The cumulative cost is sobering. The CFIB’s latest estimate puts the total regulatory compliance burden for small businesses across all government levels at $51.5 billion in 2024—a 13.5 percent jump from 2020. Of that total, $17.9 billion represents pure red tape attributable to unnecessary or duplicative requirements. Businesses are burning through 768 million hours annually on regulatory paperwork, the equivalent of roughly 394,000 full-time jobs. For the average business owner, that means losing 32 working days a year to red tape alone. Small firms with fewer than five employees pay over $10,200 per employee in annual compliance costs.
The consequences show up in what doesn’t get built. The average lead time for mining projects has nearly tripled over three decades, from roughly six years in the 1990s to 17.8 years today. As of 2020, general construction permits took nearly 250 days in Canada—approximately three times longer than in the United States. Government fees on new GTA housing are three times higher than in San Francisco, Miami, New York City, and Houston.
Courts have compounded the uncertainty. The Supreme Court struck down the core of the Impact Assessment Act in 2023 as unconstitutional, leaving projects in limbo while amendments were drafted, and Alberta is challenging those amendments too. The Federal Court of Appeal quashed the Trans Mountain pipeline approval in 2018 over inadequate Indigenous consultation, years after the Northern Gateway approval was struck down on similar grounds. And in 2025, the B.C. Supreme Court’s Cowichan Tribes ruling recognized Aboriginal title over lands held in fee simple for the first time in Canadian history, creating “significant uncertainty” for property rights, investment, and regulatory authority across the province.
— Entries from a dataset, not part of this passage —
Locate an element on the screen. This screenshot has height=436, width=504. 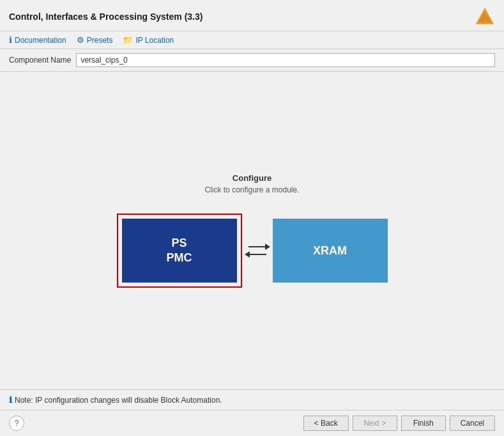
next-button: Next > is located at coordinates (375, 423).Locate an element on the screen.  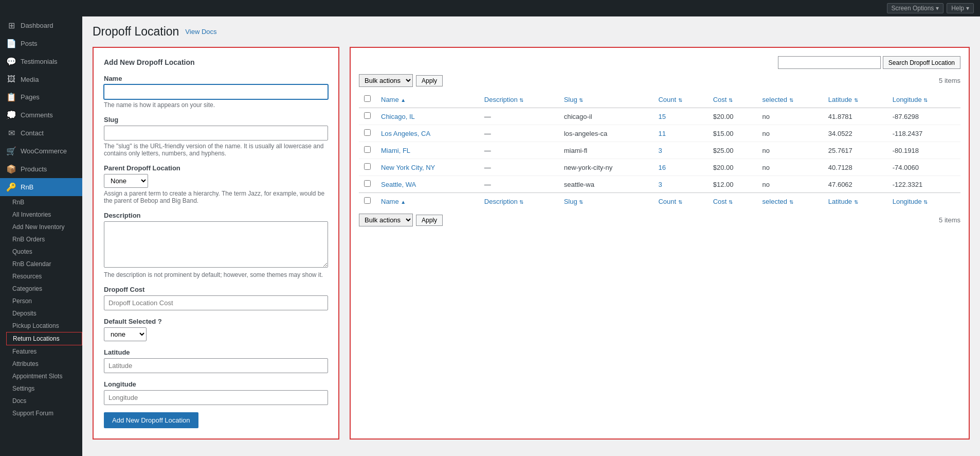
help-label: Help is located at coordinates (957, 8).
The cumulative effect is a legal environment where the rules of project development shift mid-process, and mobile capital goes where the rules are stable.
The potential gains from tackling the problem are well-documented. A Competition Bureau-commissioned study estimates that aligning Canada’s regulations in energy, transport, retail, and professional services with international best practices could boost GDP by 6.5 to 10 percent over the long run. The International Monetary Fund estimates that eliminating internal trade barriers alone could raise real GDP by roughly 7 percent, or $210 billion.
Canada has a rare moment of political alignment on regulatory reform. External pressure from tariff threats, capital flight, and weak economic performance has made red tape an economic imperative that transcends partisanship. But cross-partisan agreement on the diagnosis is one thing. The hard part is acting on it in a meaningful way before the political window closes and the apparatus resumes its natural expansion.